Media coverage of major conflicts tends to focus on large issues like military strategy and political maneuvers but pays less attention to stories of citizens caught up in campaigns they can't control. In the 20th century, the Troubles in Northern Ireland claimed thousands of civilian lives before the Good Friday Agreement, signed in 1998. Séamas O'Reilly (Did Ye Hear Mammy Died?) pays homage to Derry, one of the towns most affected by the Troubles, and imagines the lives of some of its residents in Prestige Drama, a sly novel that ingeniously subverts narrative expectations.

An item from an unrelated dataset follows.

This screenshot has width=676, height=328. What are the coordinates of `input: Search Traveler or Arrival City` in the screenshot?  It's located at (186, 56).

The prestige drama of the title is Dead City, an upcoming U.S. streaming series depicting "a fictitious account of one family's experience in the aftermath of a terrible massacre" in the 1970s. The screenwriter is Derry native Diarmuid Walsh, author of a failed novel and a "disastrously unsuccessful play," whose lack of success as a writer in London brought delight to jealous Derry townsfolk. The family the show is based on is the Devenneys, whose son, 17-year-old Jamie, was killed one evening when he went out with some friends. To lure viewers, the producers hire Hollywood star Monica Logue, who plays a TV detective, "one of those improbably beautiful but respectfully dowdified homicide cops," but now wants to be seen as a serious actress and has come to Derry to play the murdered boy's mother. But an unforeseen problem complicates matters: Logue disappears.

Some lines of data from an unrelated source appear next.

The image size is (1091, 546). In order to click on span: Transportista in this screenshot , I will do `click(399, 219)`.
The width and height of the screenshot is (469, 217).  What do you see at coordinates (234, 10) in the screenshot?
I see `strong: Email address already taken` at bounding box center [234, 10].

Readers might expect this novel to be like Logue's TV show, a procedural centered upon solving a mystery. O'Reilly offers instead something richer: a melancholy portrait of a town still smarting from Troubles-era trauma. Most of the novel focuses on the townspeople affected by Jamie's death. They include Ann-Marie, Jamie's mother, "the great sad case of the town"; Jonny, one of the pals with Jamie the night he died; and Bogle, who once served time in a maximum-security prison and who agrees to talk with Diarmuid to share "some of the real stories, a splash of living colour." Highlighted by unforgettably visceral writing--cops in the 1970s beat Jamie's father so severely that "his glasses were wedged in his face, melded to his cheek, bone-deep"--O'Reilly's novel is a tribute to people who fought back against terrorist tactics, a prestige drama of far greater consequence than a TV show. --Michael Magras, freelance book reviewer
Shelf Talker: Prestige Drama, a novel by Séamas O'Reilly, tells the stories of Derry, Northern Ireland, residents and a Hollywood actress who comes to town to shoot a series based on a tragedy during the Troubles.